#570 – August 17, 2025
using WASM base infrastructure
Running .NET in the browser without Blazor
8 minutes by Andrew Lock
In this post Andrew shows how you can run .NET in your browser without using Blazor, and instead rely only on the WASM base infrastructure that Blazor builds on top of. He also looks at some of the improvements coming to this in .NET 10, primarily around client-side file fingerprinting.
MCP Authorization in 5 Easy OAuth Specs
sponsored by WorkOS
Securely authorizing access to an MCP server used to be an open question. Now there's a clear answer: OAuth. This guide breaks down the five specs that make it work in practice, covering delegation, token exchange, and scoped access. WorkOS packages everything into one API so you can skip building your own OAuth stack.
Performance Pitfalls: List Contains
4 minutes by Richard Cocks
Always profile your real-world application and let that guide any optimisation you do. I have seen this pattern impact performance in a real world application, so keep it in mind.
How to enforce .NET coding standards
10 minutes by Anthony Simmon
Distributing .editorconfig and MSBuild properties across hundreds of .NET projects is now as easy as adding a single NuGet package. The package includes over 200 lines of code style configurations and 800 Roslyn analysis rules for quality, performance, and security, eliminating inconsistencies that previously caused code review delays.
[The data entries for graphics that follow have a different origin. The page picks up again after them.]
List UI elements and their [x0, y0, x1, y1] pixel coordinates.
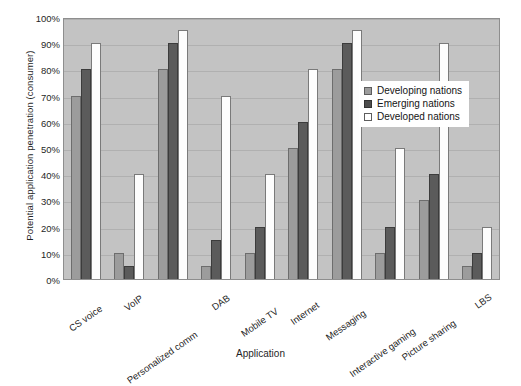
plot-area: [63, 18, 500, 280]
bar-group: [456, 19, 500, 279]
x-axis-tick: Messaging: [324, 307, 368, 342]
bar[interactable]: [91, 43, 101, 279]
x-axis-tick: DAB: [209, 292, 231, 312]
y-axis-tick: 100%: [22, 13, 60, 24]
y-axis-tick: 80%: [22, 65, 60, 76]
bar[interactable]: [201, 266, 211, 279]
x-axis-title: Application: [0, 348, 521, 359]
y-axis-tick: 90%: [22, 39, 60, 50]
bar[interactable]: [265, 174, 275, 279]
legend-swatch-icon: [364, 113, 372, 121]
y-axis-tick-labels: 0%10%20%30%40%50%60%70%80%90%100%: [22, 18, 60, 280]
legend-label: Developing nations: [377, 85, 462, 96]
legend-swatch-icon: [364, 100, 372, 108]
legend-label: Developed nations: [377, 111, 460, 122]
bar[interactable]: [255, 227, 265, 279]
y-axis-tick: 10%: [22, 248, 60, 259]
x-axis-tick: LBS: [473, 291, 494, 310]
bar[interactable]: [221, 96, 231, 279]
legend-swatch-icon: [364, 87, 372, 95]
bar[interactable]: [134, 174, 144, 279]
bar-group: [195, 19, 239, 279]
legend-item: Emerging nations: [364, 97, 462, 110]
y-axis-tick: 50%: [22, 144, 60, 155]
x-axis-tick: Internet: [289, 299, 322, 326]
bar[interactable]: [395, 148, 405, 279]
bar-group: [282, 19, 326, 279]
bar[interactable]: [124, 266, 134, 279]
y-axis-tick: 30%: [22, 196, 60, 207]
bar[interactable]: [114, 253, 124, 279]
legend-item: Developing nations: [364, 84, 462, 97]
bar[interactable]: [419, 200, 429, 279]
legend-label: Emerging nations: [377, 98, 455, 109]
bar[interactable]: [158, 69, 168, 279]
y-axis-tick: 70%: [22, 91, 60, 102]
bar-group: [151, 19, 195, 279]
bar[interactable]: [308, 69, 318, 279]
bar[interactable]: [71, 96, 81, 279]
bar[interactable]: [462, 266, 472, 279]
bar-group: [325, 19, 369, 279]
chart-legend: Developing nationsEmerging nationsDevelo…: [359, 81, 469, 127]
bar[interactable]: [342, 43, 352, 279]
bar-group: [369, 19, 413, 279]
x-axis-tick: CS voice: [67, 303, 104, 334]
bar[interactable]: [245, 253, 255, 279]
bar[interactable]: [81, 69, 91, 279]
y-axis-tick: 0%: [22, 275, 60, 286]
bars-layer: [64, 19, 499, 279]
bar[interactable]: [482, 227, 492, 279]
bar[interactable]: [472, 253, 482, 279]
y-axis-tick: 60%: [22, 117, 60, 128]
legend-item: Developed nations: [364, 110, 462, 123]
bar[interactable]: [352, 30, 362, 279]
y-axis-tick: 20%: [22, 222, 60, 233]
bar[interactable]: [332, 69, 342, 279]
bar-group: [238, 19, 282, 279]
x-axis-tick: Mobile TV: [238, 305, 279, 338]
bar-group: [64, 19, 108, 279]
bar[interactable]: [178, 30, 188, 279]
bar-group: [412, 19, 456, 279]
bar[interactable]: [385, 227, 395, 279]
y-axis-tick: 40%: [22, 170, 60, 181]
x-axis-tick: VoIP: [122, 293, 145, 314]
bar[interactable]: [439, 43, 449, 279]
bar[interactable]: [168, 43, 178, 279]
bar[interactable]: [211, 240, 221, 279]
bar[interactable]: [375, 253, 385, 279]
bar[interactable]: [288, 148, 298, 279]
bar-group: [108, 19, 152, 279]
bar[interactable]: [298, 122, 308, 279]
bar[interactable]: [429, 174, 439, 279]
Simplify Your .NET Development with Aspire
40 minutes by Joseph Guadagno
.NET Aspire is a new tool that simplifies the development of distributed applications by managing dependencies and configurations. The tool provides developers with templates, packages, and orchestration capabilities that allow them to focus on building features rather than struggling with setup and environment configurations. Aspire works by adding two key projects to your solution: an App Host that serves as the entry point and orchestrator, and Service Defaults that establish standard services like telemetry and health checks.
Testing API resilience with Polly Chaos engine
8 minutes by Tore Aurstad
Polly is a powerful .NET resilience framework that enables developers to build robust APIs by implementing various failure handling strategies. The article demonstrates how to use Polly v9's integrated chaos engine to test API resilience through practical examples in ASP.NET Core, showcasing resilience patterns including fallbacks, circuit breakers, timeouts, and retries.